Advertisement

From ‘The Loved One’

Share

It was still night; the sky was starless and below it the empty streets flamed with light. Aimee rose and dressed and went out under the arc lamps. She met no one during the brief walk from her apartment to Whispering Glades. The Golden Gates were locked from midnight until morning, but there was a side door always open for the use of the night staff. Aimee entered and followed the familiar road upwards to the terrace of the Kirk o’ Auld Lang Syne. Here she sat and waited for dawn.

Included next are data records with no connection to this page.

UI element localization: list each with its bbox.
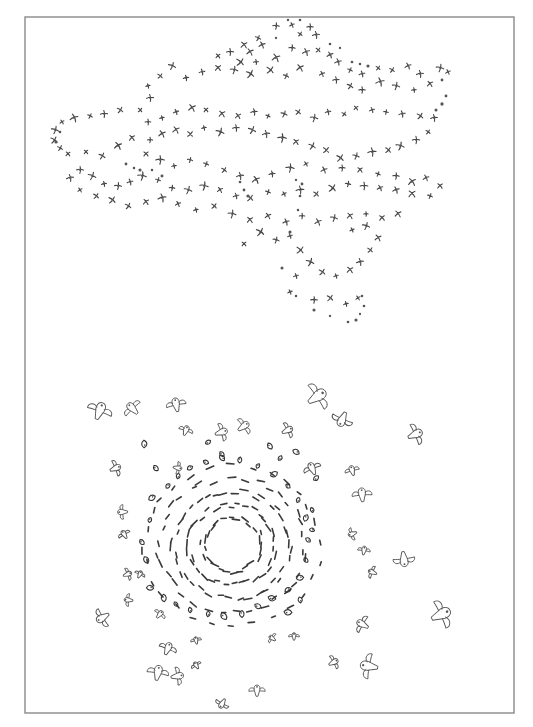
- bird-dash-icon: [205, 508, 209, 511]
- bird-glyph-cross-icon: [187, 103, 198, 114]
- bird-dot-icon: [301, 183, 304, 186]
- bird-dash-icon: [311, 575, 313, 579]
- bird-dash-icon: [278, 579, 281, 582]
- bird-glyph-cross-icon: [314, 46, 321, 53]
- bird-outline-icon: [172, 461, 183, 475]
- bird-glyph-cross-icon: [369, 107, 376, 114]
- bird-outline-icon: [177, 423, 194, 437]
- bird-dash-icon: [253, 528, 256, 532]
- bird-glyph-cross-icon: [277, 133, 286, 142]
- bird-glyph-cross-icon: [299, 213, 305, 219]
- bird-glyph-cross-icon: [101, 181, 107, 187]
- bird-outline-icon: [329, 408, 355, 431]
- bird-glyph-cross-icon: [264, 64, 276, 76]
- bird-dash-icon: [260, 574, 266, 578]
- bird-glyph-cross-icon: [334, 58, 342, 66]
- bird-glyph-cross-icon: [366, 246, 374, 254]
- bird-glyph-cross-icon: [376, 184, 384, 192]
- bird-glyph-cross-icon: [227, 209, 236, 218]
- bird-dash-icon: [302, 594, 305, 598]
- bird-glyph-small-icon: [277, 455, 283, 461]
- bird-dash-icon: [280, 567, 284, 572]
- bird-dot-icon: [280, 266, 283, 269]
- bird-glyph-cross-icon: [217, 109, 227, 119]
- bird-outline-icon: [117, 527, 132, 541]
- bird-glyph-cross-icon: [183, 75, 189, 81]
- bird-glyph-small-icon: [165, 483, 171, 490]
- bird-dash-icon: [208, 531, 210, 537]
- bird-outline-icon: [357, 545, 371, 556]
- bird-dash-icon: [188, 529, 190, 537]
- bird-glyph-small-icon: [284, 586, 292, 593]
- bird-glyph-cross-icon: [92, 192, 101, 201]
- bird-outline-icon: [214, 696, 232, 712]
- bird-outline-icon: [266, 632, 279, 645]
- bird-dot-icon: [445, 95, 448, 98]
- bird-glyph-cross-icon: [353, 105, 360, 112]
- bird-glyph-cross-icon: [116, 106, 125, 115]
- bird-glyph-cross-icon: [69, 113, 80, 124]
- bird-dash-icon: [270, 506, 274, 510]
- bird-dash-icon: [214, 508, 221, 512]
- bird-glyph-cross-icon: [183, 185, 193, 195]
- bird-glyph-cross-icon: [320, 166, 329, 175]
- bird-glyph-small-icon: [147, 517, 152, 523]
- bird-glyph-small-icon: [239, 611, 244, 618]
- bird-dash-icon: [190, 505, 193, 508]
- bird-glyph-small-icon: [186, 465, 193, 472]
- bird-glyph-cross-icon: [392, 82, 401, 91]
- bird-glyph-cross-icon: [373, 233, 383, 243]
- bird-dot-icon: [287, 19, 289, 21]
- bird-glyph-cross-icon: [56, 144, 63, 151]
- bird-glyph-cross-icon: [270, 52, 282, 64]
- bird-glyph-cross-icon: [245, 193, 255, 203]
- bird-dash-icon: [205, 593, 211, 597]
- bird-dash-icon: [252, 507, 257, 510]
- bird-glyph-cross-icon: [49, 135, 59, 145]
- bird-glyph-cross-icon: [292, 138, 301, 147]
- bird-glyph-cross-icon: [345, 265, 355, 275]
- bird-glyph-cross-icon: [137, 171, 147, 181]
- bird-dash-icon: [205, 609, 212, 611]
- bird-glyph-cross-icon: [145, 119, 151, 125]
- bird-glyph-small-icon: [152, 464, 159, 472]
- bird-glyph-cross-icon: [301, 47, 310, 56]
- bird-glyph-small-icon: [266, 442, 274, 450]
- bird-glyph-cross-icon: [294, 108, 302, 116]
- bird-dash-icon: [272, 529, 274, 537]
- bird-dot-icon: [359, 63, 362, 66]
- bird-dash-icon: [199, 586, 204, 590]
- bird-dot-icon: [125, 163, 128, 166]
- bird-glyph-cross-icon: [272, 236, 280, 244]
- bird-dash-icon: [158, 541, 159, 546]
- bird-glyph-cross-icon: [388, 66, 396, 74]
- bird-glyph-small-icon: [305, 536, 312, 543]
- bird-glyph-cross-icon: [185, 129, 194, 138]
- bird-glyph-cross-icon: [360, 182, 368, 190]
- bird-dash-icon: [238, 598, 243, 600]
- bird-dash-icon: [244, 598, 252, 599]
- upper-flock-group: [49, 19, 451, 324]
- bird-outline-icon: [346, 526, 359, 541]
- bird-glyph-cross-icon: [416, 70, 424, 78]
- bird-glyph-cross-icon: [167, 61, 177, 71]
- bird-dash-icon: [257, 480, 264, 481]
- bird-dash-icon: [306, 505, 307, 509]
- bird-dash-icon: [258, 555, 261, 561]
- bird-glyph-cross-icon: [236, 172, 244, 180]
- bird-glyph-cross-icon: [215, 127, 226, 138]
- bird-glyph-cross-icon: [355, 295, 362, 302]
- bird-glyph-small-icon: [255, 463, 260, 469]
- bird-outline-icon: [107, 459, 124, 478]
- bird-dash-icon: [246, 523, 250, 527]
- bird-dash-icon: [243, 566, 248, 569]
- bird-dot-icon: [441, 79, 444, 82]
- bird-glyph-cross-icon: [282, 72, 289, 79]
- bird-dash-icon: [291, 547, 293, 553]
- bird-dash-icon: [269, 559, 272, 566]
- bird-glyph-cross-icon: [147, 137, 152, 142]
- bird-glyph-cross-icon: [422, 174, 430, 182]
- bird-glyph-cross-icon: [213, 63, 223, 73]
- bird-dash-icon: [288, 605, 294, 608]
- bird-dash-icon: [172, 579, 177, 585]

Her mind was quite free from anxiety. Somehow, somewhere in the blank black hours she had found counsel; she had communed perhaps with the spirits of her ancestors, the impious and haunted race who had deserted the altars of the old Gods, had taken ship and wandered, driven by what pursuing furies through what mean streets and among what barbarous tongues! Her father had frequented the Four Square Gospel Temple: her mother drank. Attic voices prompted Aimee to a higher destiny; voices which far away and in another age had sung of the Minotaur, stamping far underground at the end of the passage; which spoke to her more sweetly of the still Boeotian waterfront, the armed men all silent in the windless morning, the fleet motionless at anchor, and Agamemnon turning away his eyes; spoke of Alcestis and proud Antigone.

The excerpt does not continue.